Understanding corrosion in your PC cooling system

Understanding corrosion in your PC cooling system

In a more dominating PC water-cooling world, liquid coolants are becoming dynamic forces to achieve incredible performance for gaming applications dissipating heat faster, regulating operative temperatures, avoiding spikes and protecting interacting parts from overheating compared with forced air cooling.

Water-cooling related problems

Water is the best and cheapest PC coolant due to its excellent thermal properties. The reality is that water interacts with metal parts in contact, promoting corrosion and can host microorganisms' growth leading to fouling and scaling issues. Therefore, to avoid costly damage to your cooling system and other components, a fully formulated PC coolant specifically designed for the rigours of extended use is highly recommended. Avoiding corrosion is critical.

What is corrosion?

Corrosion is a thermodynamically favourable process changing from metal status to more-stable oxide forms through chemical, electro-chemical or abrasive reactions. These changes modify the appearances and capabilities of materials to efficiently transfer heat, damaging surfaces with the creation of hot spots, rust and erosion.

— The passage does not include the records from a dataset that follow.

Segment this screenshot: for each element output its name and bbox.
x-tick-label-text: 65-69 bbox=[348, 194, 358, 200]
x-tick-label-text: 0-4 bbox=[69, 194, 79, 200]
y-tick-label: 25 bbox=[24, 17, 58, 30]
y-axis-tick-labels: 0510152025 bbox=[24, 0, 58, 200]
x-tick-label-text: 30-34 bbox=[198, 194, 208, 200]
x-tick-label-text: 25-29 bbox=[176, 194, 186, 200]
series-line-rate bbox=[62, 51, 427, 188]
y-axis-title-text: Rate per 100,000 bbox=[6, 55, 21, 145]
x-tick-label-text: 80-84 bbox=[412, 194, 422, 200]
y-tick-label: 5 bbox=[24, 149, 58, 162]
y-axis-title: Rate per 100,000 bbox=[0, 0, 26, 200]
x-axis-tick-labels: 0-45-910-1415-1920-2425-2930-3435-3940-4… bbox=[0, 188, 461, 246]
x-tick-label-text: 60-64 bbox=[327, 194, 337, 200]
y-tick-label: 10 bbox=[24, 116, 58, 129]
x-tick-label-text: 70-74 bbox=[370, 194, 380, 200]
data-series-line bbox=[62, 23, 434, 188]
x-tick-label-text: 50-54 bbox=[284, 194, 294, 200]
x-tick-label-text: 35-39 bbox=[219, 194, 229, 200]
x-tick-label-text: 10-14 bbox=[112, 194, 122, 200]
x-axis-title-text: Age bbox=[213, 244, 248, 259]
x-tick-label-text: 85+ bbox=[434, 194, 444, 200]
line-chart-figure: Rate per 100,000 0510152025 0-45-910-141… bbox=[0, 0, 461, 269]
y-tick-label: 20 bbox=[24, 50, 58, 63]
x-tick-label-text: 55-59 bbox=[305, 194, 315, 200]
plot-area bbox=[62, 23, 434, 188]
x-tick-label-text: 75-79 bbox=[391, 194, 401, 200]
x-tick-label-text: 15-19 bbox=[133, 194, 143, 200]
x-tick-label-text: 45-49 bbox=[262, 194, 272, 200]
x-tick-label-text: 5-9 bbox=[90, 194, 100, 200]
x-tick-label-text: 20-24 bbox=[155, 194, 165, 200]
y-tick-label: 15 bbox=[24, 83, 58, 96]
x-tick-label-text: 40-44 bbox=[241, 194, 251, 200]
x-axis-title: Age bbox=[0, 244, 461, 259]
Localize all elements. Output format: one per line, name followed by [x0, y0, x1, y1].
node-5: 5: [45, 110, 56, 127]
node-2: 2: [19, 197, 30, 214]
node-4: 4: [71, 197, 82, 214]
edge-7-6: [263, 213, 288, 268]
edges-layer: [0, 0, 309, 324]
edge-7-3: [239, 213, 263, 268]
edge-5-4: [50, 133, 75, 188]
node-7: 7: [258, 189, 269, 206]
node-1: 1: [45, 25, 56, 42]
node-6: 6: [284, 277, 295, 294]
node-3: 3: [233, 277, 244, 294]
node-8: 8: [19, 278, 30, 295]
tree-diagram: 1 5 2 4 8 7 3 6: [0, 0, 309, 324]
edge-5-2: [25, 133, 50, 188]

There are different types of corrosion, but the main ones affecting the closed-loops of computers are:

  • pitting corrosion, due to the use of water containing high quantities of chlorides, predominantly localised in stagnant areas where the flow is low, particularly in the presence of oxygen;
  • galvanic corrosion occurs between two metals electrically connected through a conductive media like water leading to permanent damage to the metal surfaces;
  • erosion corrosion due to pigments' sedimentation or the formation of precipitates from coolant reactions with poor-quality water or mixing with different fluids.

Preventing Corrosion

Although in different ways, all the computer metal parts exposed to cooling solutions are vulnerable to corrosion in every environment. Therefore corrosion inhibitors must be added to the coolants' formulation. Indeed, inhibitors, although present in small quantities, act as a buffer and de-scaling agent, maintaining the pH of the coolant at safe levels and interacting with metal surfaces forming protective layers. Unfortunately, these inhibitors do not last forever but deplete their levels over time. Average computer coolant operative life is 2-3 years, if well maintained.

How is the corrosion resistance of the inhibitor packages tested?

The effectiveness of inhibitors packages is assessed through corrosion tests under harsher conditions than normal use, including high temperatures and the presence of salts in the solution. This prevents instability issues and optimises the dose of inhibitors and microbial agents.

Go Chiller Astro D-Series heat transfer fluids for gaming applications are tested against the ASTM D 1384 method for engine coolants as a corrosion benchmark. In this method, copper, aluminium, iron, brass, solder and steel specimens (see below) are immersed in a continuously aerated cooling solution, dosed with corrosive water containing 100 ppm each of sulphate, chloride and bicarbonate, heated to 88°C for two weeks. The average weight change incurred by the specimens determines the pass evaluation.

As reported in the Table below, Astro D-series coolants pass this test ensuring integrity and metal protection of the whole cooling system.

Metals Average Weight Loss
(mg/specimen)​
Limit
(mg/specimen)
Status
Copper 0.4 10 Pass
Brass 0.2 10 Pass
Stainless Steel 0.2 10 Pass
Cast Aluminium 1.8 30 Pass
Cast Iron 0.2 10 Pass
Solder 0.4 30 Pass

Appearance: The metal conditions appear to be good in good conditions. No sign of corrosion has been detected.

Before test

Corrosion testing metals before

After test

Corrosion testing metals after

What distinguishes Astro D-series coolants from the competitors?

Not all the competitors invest money in testing gaming fluids under extreme automotive conditions. Differently, Flexegraph created custom-built fluids meeting ASTM D 1384 requirements and, hence, able to resist all the possible types of corrosion in every situation, and if well maintained, extends the lifetime of computer components. To create customers' confidence and trust, all the coolants' fundamental aspects, properties, instructions to use, and corrosion results are transparent and summarised in detail in our product data sheets.